Writing a secure browser for today's web appears to be a technological challenge comparable to a level 5 self-driving car. It has not been shown to be feasible. So such cars are not permitted to be deployed on the world's roads. Today's web sites and browsers should similarly not be deployed on the world's infobahns.
Unfortunately the only way to find these modes of failure is to have them actually fail. It's impossible to design and release an error free system without real world usage from real people.
It doesn't mean we should just give up and go back to HTML1 though. It just means exploits should be fixed as soon as possible to minimize damage.
We used to have school kids coming up with highly privileged attacks on systems to it becoming something the top minds spend months on and get paid 6 figures per discovery for.
It seems that we need a better story for when code inevitably can escape the sandboxing that browsers provide because right now it's a straight up disaster scenario. That means you are going to have to rethink the OS underlying it and none of today's options were built with that kind of a threat model in mind.
There is Fuchsia on the horizon which sounds like a MAJOR leap forward but that also seems like it is several years away from ever reaching a desktop for example and it's also really unclear what kind of attacks are going to be possible in the real world against it either.
How does the economy of bug bounty programs work for the company? $100,500 is probably not much for Apple but it's still some engineer's salary. Do the responsible engineer get a pay cut for this bug?
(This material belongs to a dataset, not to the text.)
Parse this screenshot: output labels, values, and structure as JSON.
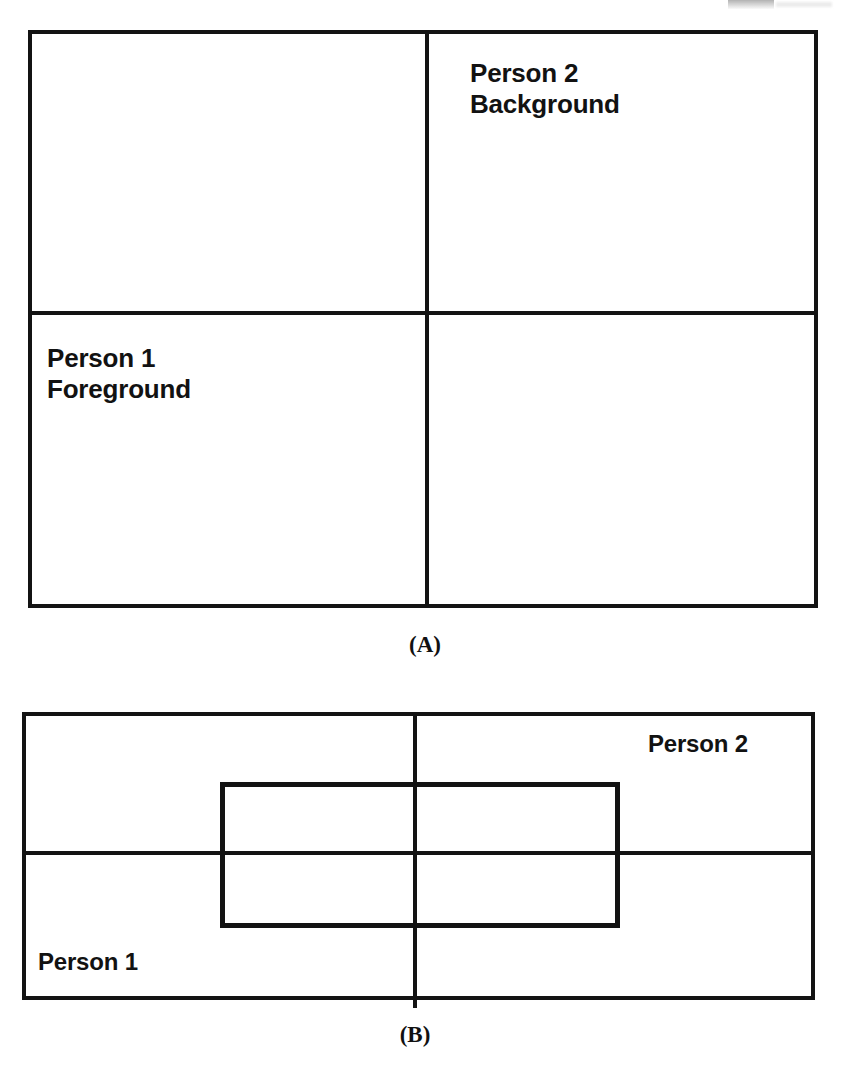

Or this kind of 0day bugs are not bugs, but secret features left open from the beginning?
Honestly, $100,000 for this is too low.
A bug in Knight Capital's stock trader lost $460M in 45 minutes.
A bug in the Ariane 5 rocket caused it to crash, a loss of $370M.
A bug in the Therac-25 radiation machine killed 3 people.
> secret features left open from the beginning?
Are you saying Apple engineers are inserting backdoors? What's the motivation? Security bugs are very easy to accidentally introduce when you have complex interacting systems (in this case a browser, a complicated URL parsing syntax, some ancient barely-known file types, and a file sharing application). Occam's razor (and Hanlon's) says it's an accident.
They can afford the bounty.
Even the encryption has to be free of side channels like timing attacks which are left out of what most people think of as a proof.
Only when the "constraints" are that the browser must support all "standards" produced by some committee where most if not all memebers are employees of the few browser vendors or other "tech" companies heavily invested in the web. Perhaps that is what is meant by "today's web".
I use a netcat and similar TCP clients and a text-only browser on today's web and this works quite well for mine own purposes. Non-commercial use. Basic tasks like sending GET and POST requests, downloading pages and other resources and reading them. Using the web as an information source. I would be willing to bet these programs are "more secure" than the "modern web browser". They are certainly less complex.
For 99% of what I do I use Firefox + NoScript and I think I'm relatively secure. My solution probably provides more functionality than yours, but it's still a hassle to use some sites. Other sites simply don't exist w/o JavaScript. The situation isn't getting better.
You could have gotten basically the same (I would even argue better) level of security with a virtual machine and an otherwise full browsing experience.
On macOS I spend the first few days disabling several dozen junk processes I didn’t ask for and don’t want. This includes classroom tools (??) and all kinds of syncing/ sharing daemons I have no use for.
This exploit reinforces what we already know — computers are impossible to secure, you should reduce attack surface where possible. If you get a little privacy and performance out of it all the better.
I suppose if it's your own machine, and you know what you're doing, that's OK, but as soon as something breaks you will have no idea whether it's because you turned something critical off, or whether it's actually a bug.
Please don't do this to other people's Macs.
Thanks for the advice and all, but where is this coming from? It seems kind of out of left field, as parent comment did not communicate or convey in any way that they would ever mess with someone else’s machine like that. Is it not obvious that such an act would be just plain rude (and stupid)?
Point is, disabling junk helps until it doesnt, and its much harder to enable one piece of junk after I forget what all I did in the first place. It would be nice if disabling windows search wouldnt make first attempt to open start menu not work after each restart, and enabling search didnt fix it. But everything is so interwoven that disabling "stuff I dont need" is shooting myself in the foot with a really long gun..
That's why I'm so wary of browsers (well, a certain browser) adding more and more APIs that hide behind permission popups. People will blindly click them.
And I fully agree with a sibling comment: "Writing a secure browser for today's web appears to be a technological challenge comparable to a level 5 self-driving car", https://news.ycombinator.com/item?id=30078738
Also Apple: "We have built in a long list of exceptions for Apple services, because it's impossible for an Apple service to have an exploit."
> "We advise users not to store sensitive info and files on their computers, to prevent nefarious actors from being able to steal these sensitive items"
Also it makes me reconsider using Safari, seeing all these "special cases" of iCloud and iPhoto URLs being allowed.